The practising lawyers here will likely tell you that you can apply for sole parental responsibility and a no contact order against the other parent, no problem, and if you want to take that advice, there's nothing stopping you from doing so.
What they won't tell you at that first consultation is that you're looking at two to three years in Court, upwards of $30,000 to cover their fees, and at the end of it all, a very, very low likelihood of success because the legislation does not favour kids growing up in sole parent families, which means you'll probably end up settling by consent at that point anyway, and you'll be wondering why you wasted all that time and money on a lawyer in the first place.
What you get from this forum, on the other hand, isn't legal advice. It's guidance on the law and the process from individuals who have knowledge about the law and the process, gained directly from our own experiences in the Courtroom, and on top of that, we also have absolutely nothing to gain from your case.
A lawyer will tell you what can happen in theory. We will tell you what we think is more likely to happen in reality. It's entirely up to you which view you choose to give weight to.
So, on that premise, my view.
Paramount to the Court's concern is the best interests of the kids, and what the Court takes into consideration when determining the best interests of the kids is listed in s 60CC of the Family Law Act. Among those is the benefit to the children of having a meaningful relationship with both parents; and also the need to protect them from harm caused by abuse, neglect or violence.
At a State law level, abuse is fairly broad in its definition, but the Family Court has a higher threshold for what kind of behaviours it considers to prove an unacceptable risk of harm to the children, such that a no contact order is in their best interests. If there are no police reports, investigations, charges or convictions, no IVOs made after a finding of fact that violence has occurred, no convicted breaches of an IVO, and no reports to DOCS about child abuse, then the only proof you have at this point to show there's an unacceptable risk of harm to the kids if they spend time with their father is your word against his.
The legislation favours children's rights, which are to know, spend time and communicate with both parents on a regular basis, regardless of whether they are married, separated, divorced, de facto or have never been in a domestic relationship at all. When you ask the Court to make an order for sole parental responsibility, you are asking the Court to make an order that undoes those legislated rights, which is not something the Court takes lightly. Shared parental responsibility is a presumption under law, which means it can only be removed by an order from the Court, after it has been successfully rebutted by showing shared parental responsibility is not in the best interests of the kids. That might sound easy enough, but since shared parental responsibility is a presumption under law, the burden would be upon you to argue why you're right, rather than upon the father to argue why you're wrong.
As an analogy, imagine having to persuade a liberal to vote labor.

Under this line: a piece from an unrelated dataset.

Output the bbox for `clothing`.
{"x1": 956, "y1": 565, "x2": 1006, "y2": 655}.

Orders for what time a child spends with each parent goes largely hand in hand with the legislative preference for shared parental responsibility. If the presumption of shared parental responsibility is not successfully rebutted, the Court must consider if equal care is in the best interests of the kids, and failing that, it must then consider if substantial and significant time is the next best thing. Substantial and significant time is a combination of weekdays, weekends, holiday time and special occasions.

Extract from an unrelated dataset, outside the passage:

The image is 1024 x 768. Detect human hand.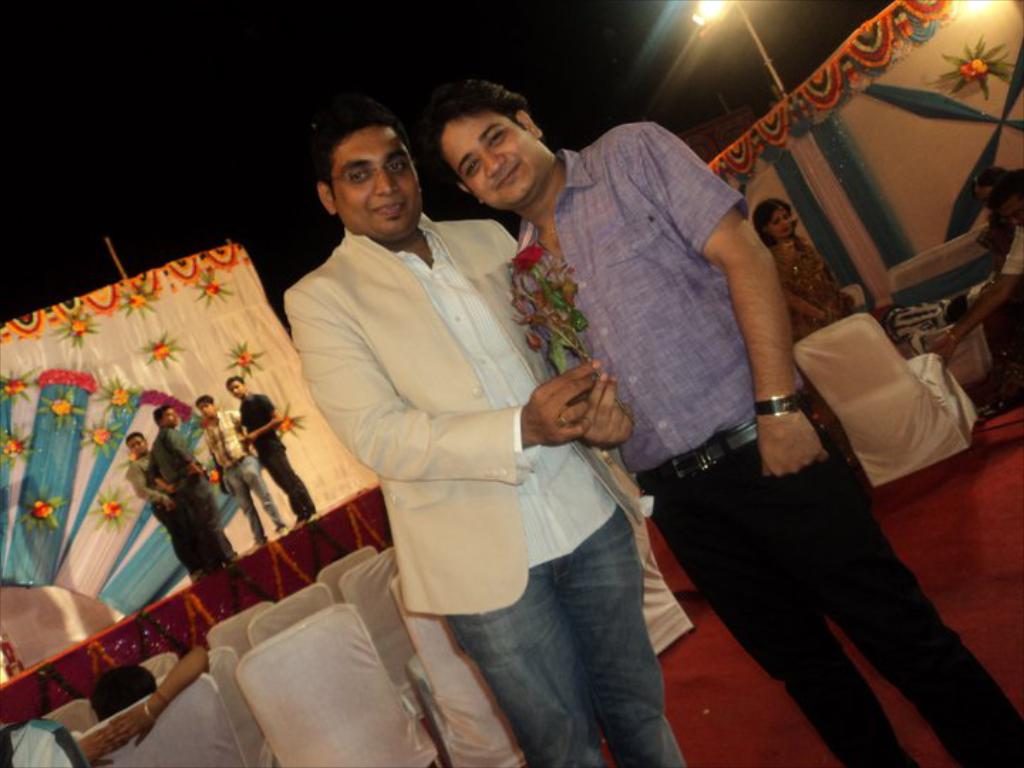
Detection: l=755, t=407, r=828, b=482.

Of course, consideration for equal time or other doesn't mean the Court must rule either equal time or other, just that it must consider it.
The final point I want to make is that even though this isn't explicitly legislated anymore, the Court also considers the capacity of each parent to support and encourage the child's relationship with the other parent, under the 'other relevant issues' part of s 60CC. The Court doesn't take well to parents who are unable to put their personal issues aside and recognise that both parents have an important part to play in their kids' lives. More than once, I have seen cases where the Court even reversed residency arrangements because one parent has worked so hard to stop the other from being involved in their kids' lives, contrary to the kids' best interests.
My view is that the complaints here appear to be fairly low key, as far as violence and abuse goes by Family Court standards. An IVO doesn't have a great deal of weight behind it if there's been no police action on it and it was accepted without admissions. Parents with IVOs have been granted residency before. Gambling and drinking doesn't an unfit parent make, either. At best, the Court might order he consume no alcohol before and during the kids' time with him. The complaint about non-involvement is fairly menial. If dad is still seeing the kids, or even expressing interest in seeing the kids (which one would assume he is, since it sounds like he's commenced action to do so) then the Court is probably going to see it best that the kids spend time with him and benefit from his continued involvement.
Basically, I don't think you'll get sole parental responsibility and a no contact order in your favour, but nobody can ever predict what the Court will order, so I could be wrong. It's really up to you how you proceed.